From: pgsql-general-owner@postgresql.org [mailto:pgsql-general-owner@postgresql.org] On Behalf Of Reid Thompson Sent: Thursday, October 28, 2010 12:57 PM To: steve@subwest.com Cc: Reid Thompson; pgsql-general@postgresql.org Subject: Re: [GENERAL] Full Text Search - Slow on common words
On Thu, 2010-10-28 at 12:08 -0700, sub3 wrote: > Hi, > > I have a small web page set up to search within my domain based on keywords. > One of the queries is: > SELECT page.id ts_rank_cd('{1.0, 1.0, 1.0, 1.0}',contFTI,q) FROM page, > to_tsquery('steve') as q WHERE contFTI @@ q > > My problem is: when someone puts in a commonly seen word, the system slows > down and takes a while because of the large amount of data being returned > (retrieved from the table) & processed by the rand_cd function. > > How does everyone else handle something like this?
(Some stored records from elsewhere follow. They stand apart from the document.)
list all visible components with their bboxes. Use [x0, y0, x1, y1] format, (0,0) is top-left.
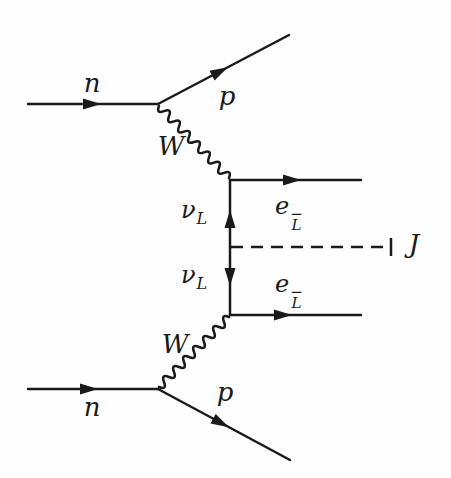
arrow-neutrino-down-icon	[225, 268, 236, 286]
electron-symbol: e	[275, 270, 289, 298]
arrow-neutrino-up-icon	[225, 210, 236, 228]
electron-symbol: e	[275, 192, 289, 220]
neutrino-subscript: L	[196, 274, 207, 293]
label-electron-bottom: e−L	[275, 272, 303, 305]
arrow-electron-top-icon	[283, 175, 301, 186]
neutrino-subscript: L	[196, 209, 207, 228]
arrow-proton-bottom-icon	[210, 414, 231, 432]
neutrino-symbol: ν	[181, 261, 196, 289]
label-neutron-bottom: n	[84, 394, 101, 420]
label-neutron-top: n	[84, 70, 101, 96]
feynman-diagram: n p W νL e−L νL e−L W n p J	[0, 0, 451, 478]
label-proton-top: p	[219, 83, 236, 109]
electron-subscript: L	[292, 298, 302, 309]
neutrino-symbol: ν	[181, 196, 196, 224]
label-w-boson-top: W	[158, 133, 185, 159]
label-proton-bottom: p	[217, 379, 234, 405]
label-majoron: J	[409, 231, 419, 257]
electron-subscript: L	[292, 220, 302, 231]
arrow-electron-bottom-icon	[274, 310, 292, 321]
label-neutrino-top: νL	[181, 198, 207, 227]
arrow-proton-top-icon	[209, 62, 230, 80]
label-neutrino-bottom: νL	[181, 263, 207, 292]
label-w-boson-bottom: W	[162, 331, 189, 357]
label-electron-top: e−L	[275, 194, 303, 227]
arrow-neutron-top-icon	[83, 99, 101, 110]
I can only think of 2 > possible solutions: > - change the query to search for the same terms at least twice in the same > document (can I do that?) > - limit any searches to x results before ranking & tell the user their > search criteria is too generic. > > Is there a better solution that I am missing? >
if the keyword is that common, is it really a keyword? Exclude it.
>>
This general idea is called a stopword list. You create a list of words that are so common that searching on them is counter-productive.